The Deutsche Mark, or German mark, is the currency unit of Germany, comparable to the dollar for the United States. After the collapse of the Bretton Woods System in 1973, the U.S. dollar, no longer convertible into gold and subject to depreciation from inflation, lost some of its position as an international currency. As the U.S. dollar lost ground as an international currency, the German mark began to play the same role in the European economy as the U.S. dollar played in the world economy.
Compared to the British pound sterling, which can boast of a 1,300-year history, the history of the German mark is a bit short in light of the prestige that it now commands in international trade. In the immediate aftermath of World War II, the Reichsmark, the currency of Nazi Germany, no longer functioned as a medium of exchange. Trade took place on a black market, outside the system of German price controls, and commodities such as cigarettes and coal acted as mediums of exchange. Barter also flourished; city dwellers walked to the countryside with whatever goods they had and traded them for food.
The victorious Allies originally planned to introduce monetary reform in 1946, but an agreement between France, the Soviet Union, Britain, and the United States to treat Germany as single economic unit broke down, delaying monetary reform from May 1946 to June 1948. Part of the difficulty was that France, Britain, and the United States did not want to entrust the Soviet Union with plates to print currency, fearing that the Soviets would print up extra currency to impose an inflation tax on Germany. As the rift between the Western occupation powers and the Soviet Union widened, the decision was made to print the currency in England. The plan to replace the Reichsmark with a new currency, the Deutsche Mark, was a closely guarded military secret, given the code name Operation Bird Dog.
On 20 June 1948 the Western powers issued to every inhabitant in the three Western zones 40 Deutsche Marks in exchange for 40 Reichsmarks. Two months later another 20 Deutsche Marks were exchanged for 20 Reichsmarks. Aside from the per capita distribution, Deutsche Marks replaced the Reichsmarks on a 1:10 basis, one Deutsche Mark equaling 10 Reichsmarks. All debts were written down at this ratio, including government debt, mortgages, bank loans, and insurance policies. Bank deposits and balance sheets of businesses were adjusted on the same basis, deflating the asset side and the liability side to one-tenth of their original amounts. The authorities decreed that all new debts had to be contracted in Deutsche Marks. A central bank, patterned somewhat after the Federal Reserve System, was created from the branches of the Reichsbank. It was called the Bank of Deutscher Länder (Bank of German States), and in 1957 it was transformed into the Deutsche Bundesbank.
All price controls were lifted on 24 June 1948. With the new currency, goods suddenly showed up at stores where shelves had been empty for years. Apparently many goods had been hiding in the underground economy.
The Soviet authorities were forced to follow the example of currency reform in order to keep the Reichs marks no longer usable in the Western zones from flooding the Soviet zone. The Soviets issued the Deutsche Mark East and for a while the western Deutsche Mark circulated side by side with the Deutsche Mark East at equal value. By the end of July 1948 the Deutsche Mark East traded at about half the value of the Deutsche Mark, a factor that contributed to the political separation of East and West Germany.
A noted economist, Charles Kindleberger (1984), wrote, “I regard the German monetary reform of 1948 as one of the great feats of social engineering of all time.” The Deutsche Mark evolved into the most prestigious currency in Europe. During the inflation-ridden 1970s West Germany kept inflation to modest levels, and in the 1980s West Germany led Europe in the disinflation process. As Europe moved toward economic integration the Deutsche Mark played a major role in the monetary affairs of Europe. In the 1990s economic turmoil from combining the two Germanys cost the Deutsche Mark a bit of its reputation for stability. Also, France began to rival Germany in reputation for price stability.
On 1 January 1999 the European System of Central Banks launched a new European currency, the euro, that will eventually replace the national currencies of participating countries. The euro will replace the Deutsche Mark, the French franc, and several other European currencies.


Instructions for the task: Output all records exactly, with no images.

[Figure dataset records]
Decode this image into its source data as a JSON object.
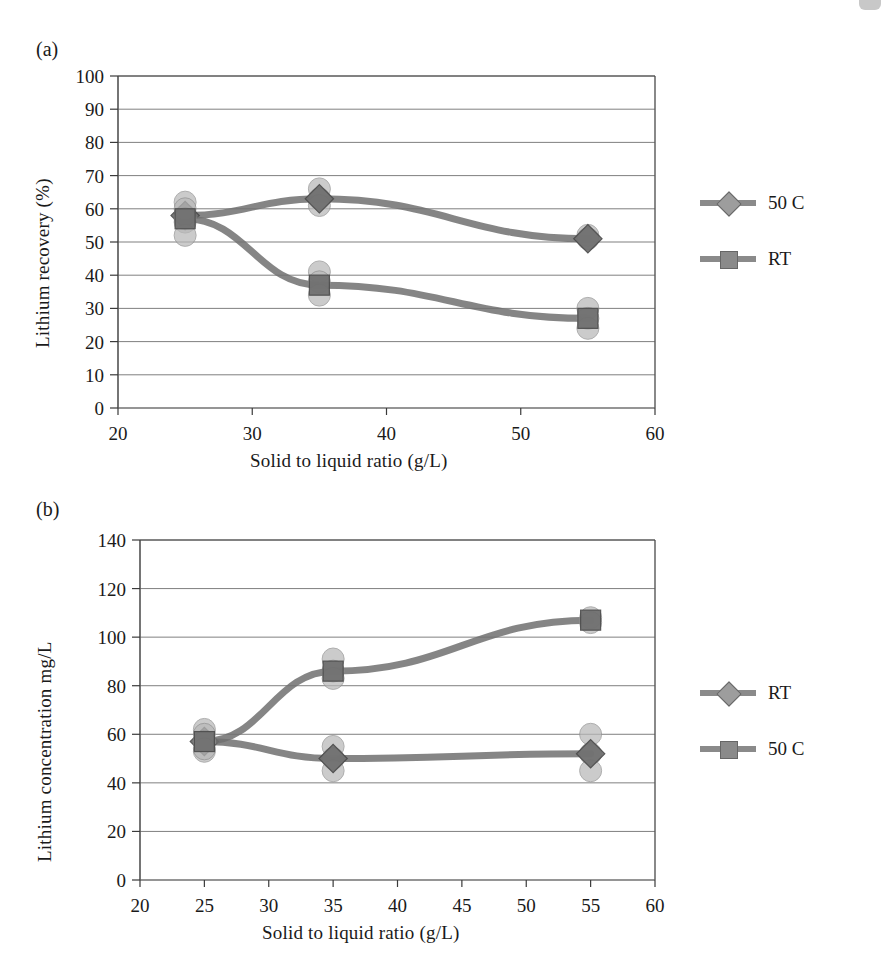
{
  "figure": {
    "panels": [
      {
        "id": "a",
        "label": "(a)",
        "chart_ref": 0
      },
      {
        "id": "b",
        "label": "(b)",
        "chart_ref": 1
      }
    ]
  },
  "colors": {
    "line_dark": "#707070",
    "line_mid": "#8a8a8a",
    "marker_light": "#b8b8b8",
    "marker_dark": "#6e6e6e",
    "gridline": "#5a5a5a",
    "axis": "#3a3a3a",
    "text": "#1a1a1a"
  },
  "chart_data": [
    {
      "type": "scatter",
      "title": "",
      "panel": "(a)",
      "xlabel": "Solid to liquid ratio (g/L)",
      "ylabel": "Lithium recovery (%)",
      "xlim": [
        20,
        60
      ],
      "ylim": [
        0,
        100
      ],
      "xticks": [
        20,
        30,
        40,
        50,
        60
      ],
      "xtick_labels": [
        "20",
        "30",
        "40",
        "50",
        "60"
      ],
      "yticks": [
        0,
        10,
        20,
        30,
        40,
        50,
        60,
        70,
        80,
        90,
        100
      ],
      "ytick_labels": [
        "0",
        "10",
        "20",
        "30",
        "40",
        "50",
        "60",
        "70",
        "80",
        "90",
        "100"
      ],
      "grid": "horizontal",
      "legend_position": "right",
      "series": [
        {
          "name": "50 C",
          "marker": "diamond",
          "color": "#8a8a8a",
          "x": [
            25,
            35,
            55
          ],
          "values": [
            58,
            63,
            51
          ],
          "scatter_points": [
            {
              "x": 25,
              "y": 62
            },
            {
              "x": 25,
              "y": 58
            },
            {
              "x": 25,
              "y": 56
            },
            {
              "x": 35,
              "y": 66
            },
            {
              "x": 35,
              "y": 63
            },
            {
              "x": 35,
              "y": 61
            },
            {
              "x": 55,
              "y": 52
            },
            {
              "x": 55,
              "y": 51
            }
          ]
        },
        {
          "name": "RT",
          "marker": "square",
          "color": "#7a7a7a",
          "x": [
            25,
            35,
            55
          ],
          "values": [
            57,
            37,
            27
          ],
          "scatter_points": [
            {
              "x": 25,
              "y": 60
            },
            {
              "x": 25,
              "y": 57
            },
            {
              "x": 25,
              "y": 52
            },
            {
              "x": 35,
              "y": 41
            },
            {
              "x": 35,
              "y": 38
            },
            {
              "x": 35,
              "y": 34
            },
            {
              "x": 55,
              "y": 30
            },
            {
              "x": 55,
              "y": 27
            },
            {
              "x": 55,
              "y": 24
            }
          ]
        }
      ]
    },
    {
      "type": "scatter",
      "title": "",
      "panel": "(b)",
      "xlabel": "Solid to liquid ratio (g/L)",
      "ylabel": "Lithium concentration mg/L",
      "xlim": [
        20,
        60
      ],
      "ylim": [
        0,
        140
      ],
      "xticks": [
        20,
        25,
        30,
        35,
        40,
        45,
        50,
        55,
        60
      ],
      "xtick_labels": [
        "20",
        "25",
        "30",
        "35",
        "40",
        "45",
        "50",
        "55",
        "60"
      ],
      "yticks": [
        0,
        20,
        40,
        60,
        80,
        100,
        120,
        140
      ],
      "ytick_labels": [
        "0",
        "20",
        "40",
        "60",
        "80",
        "100",
        "120",
        "140"
      ],
      "grid": "horizontal",
      "legend_position": "right",
      "series": [
        {
          "name": "RT",
          "marker": "diamond",
          "color": "#8a8a8a",
          "x": [
            25,
            35,
            55
          ],
          "values": [
            57,
            50,
            52
          ],
          "scatter_points": [
            {
              "x": 25,
              "y": 62
            },
            {
              "x": 25,
              "y": 57
            },
            {
              "x": 25,
              "y": 53
            },
            {
              "x": 35,
              "y": 55
            },
            {
              "x": 35,
              "y": 50
            },
            {
              "x": 35,
              "y": 45
            },
            {
              "x": 55,
              "y": 60
            },
            {
              "x": 55,
              "y": 52
            },
            {
              "x": 55,
              "y": 45
            }
          ]
        },
        {
          "name": "50 C",
          "marker": "square",
          "color": "#7a7a7a",
          "x": [
            25,
            35,
            55
          ],
          "values": [
            57,
            86,
            107
          ],
          "scatter_points": [
            {
              "x": 25,
              "y": 60
            },
            {
              "x": 25,
              "y": 57
            },
            {
              "x": 25,
              "y": 54
            },
            {
              "x": 35,
              "y": 91
            },
            {
              "x": 35,
              "y": 86
            },
            {
              "x": 35,
              "y": 83
            },
            {
              "x": 55,
              "y": 108
            },
            {
              "x": 55,
              "y": 106
            }
          ]
        }
      ]
    }
  ]
}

The answer:
Decode this image into its source data as a JSON object.
{
  "figure": {
    "panels": [
      {
        "id": "a",
        "label": "(a)",
        "chart_ref": 0
      },
      {
        "id": "b",
        "label": "(b)",
        "chart_ref": 1
      }
    ]
  },
  "colors": {
    "line_dark": "#707070",
    "line_mid": "#8a8a8a",
    "marker_light": "#b8b8b8",
    "marker_dark": "#6e6e6e",
    "gridline": "#5a5a5a",
    "axis": "#3a3a3a",
    "text": "#1a1a1a"
  },
  "chart_data": [
    {
      "type": "scatter",
      "title": "",
      "panel": "(a)",
      "xlabel": "Solid to liquid ratio (g/L)",
      "ylabel": "Lithium recovery (%)",
      "xlim": [
        20,
        60
      ],
      "ylim": [
        0,
        100
      ],
      "xticks": [
        20,
        30,
        40,
        50,
        60
      ],
      "xtick_labels": [
        "20",
        "30",
        "40",
        "50",
        "60"
      ],
      "yticks": [
        0,
        10,
        20,
        30,
        40,
        50,
        60,
        70,
        80,
        90,
        100
      ],
      "ytick_labels": [
        "0",
        "10",
        "20",
        "30",
        "40",
        "50",
        "60",
        "70",
        "80",
        "90",
        "100"
      ],
      "grid": "horizontal",
      "legend_position": "right",
      "series": [
        {
          "name": "50 C",
          "marker": "diamond",
          "color": "#8a8a8a",
          "x": [
            25,
            35,
            55
          ],
          "values": [
            58,
            63,
            51
          ],
          "scatter_points": [
            {
              "x": 25,
              "y": 62
            },
            {
              "x": 25,
              "y": 58
            },
            {
              "x": 25,
              "y": 56
            },
            {
              "x": 35,
              "y": 66
            },
            {
              "x": 35,
              "y": 63
            },
            {
              "x": 35,
              "y": 61
            },
            {
              "x": 55,
              "y": 52
            },
            {
              "x": 55,
              "y": 51
            }
          ]
        },
        {
          "name": "RT",
          "marker": "square",
          "color": "#7a7a7a",
          "x": [
            25,
            35,
            55
          ],
          "values": [
            57,
            37,
            27
          ],
          "scatter_points": [
            {
              "x": 25,
              "y": 60
            },
            {
              "x": 25,
              "y": 57
            },
            {
              "x": 25,
              "y": 52
            },
            {
              "x": 35,
              "y": 41
            },
            {
              "x": 35,
              "y": 38
            },
            {
              "x": 35,
              "y": 34
            },
            {
              "x": 55,
              "y": 30
            },
            {
              "x": 55,
              "y": 27
            },
            {
              "x": 55,
              "y": 24
            }
          ]
        }
      ]
    },
    {
      "type": "scatter",
      "title": "",
      "panel": "(b)",
      "xlabel": "Solid to liquid ratio (g/L)",
      "ylabel": "Lithium concentration mg/L",
      "xlim": [
        20,
        60
      ],
      "ylim": [
        0,
        140
      ],
      "xticks": [
        20,
        25,
        30,
        35,
        40,
        45,
        50,
        55,
        60
      ],
      "xtick_labels": [
        "20",
        "25",
        "30",
        "35",
        "40",
        "45",
        "50",
        "55",
        "60"
      ],
      "yticks": [
        0,
        20,
        40,
        60,
        80,
        100,
        120,
        140
      ],
      "ytick_labels": [
        "0",
        "20",
        "40",
        "60",
        "80",
        "100",
        "120",
        "140"
      ],
      "grid": "horizontal",
      "legend_position": "right",
      "series": [
        {
          "name": "RT",
          "marker": "diamond",
          "color": "#8a8a8a",
          "x": [
            25,
            35,
            55
          ],
          "values": [
            57,
            50,
            52
          ],
          "scatter_points": [
            {
              "x": 25,
              "y": 62
            },
            {
              "x": 25,
              "y": 57
            },
            {
              "x": 25,
              "y": 53
            },
            {
              "x": 35,
              "y": 55
            },
            {
              "x": 35,
              "y": 50
            },
            {
              "x": 35,
              "y": 45
            },
            {
              "x": 55,
              "y": 60
            },
            {
              "x": 55,
              "y": 52
            },
            {
              "x": 55,
              "y": 45
            }
          ]
        },
        {
          "name": "50 C",
          "marker": "square",
          "color": "#7a7a7a",
          "x": [
            25,
            35,
            55
          ],
          "values": [
            57,
            86,
            107
          ],
          "scatter_points": [
            {
              "x": 25,
              "y": 60
            },
            {
              "x": 25,
              "y": 57
            },
            {
              "x": 25,
              "y": 54
            },
            {
              "x": 35,
              "y": 91
            },
            {
              "x": 35,
              "y": 86
            },
            {
              "x": 35,
              "y": 83
            },
            {
              "x": 55,
              "y": 108
            },
            {
              "x": 55,
              "y": 106
            }
          ]
        }
      ]
    }
  ]
}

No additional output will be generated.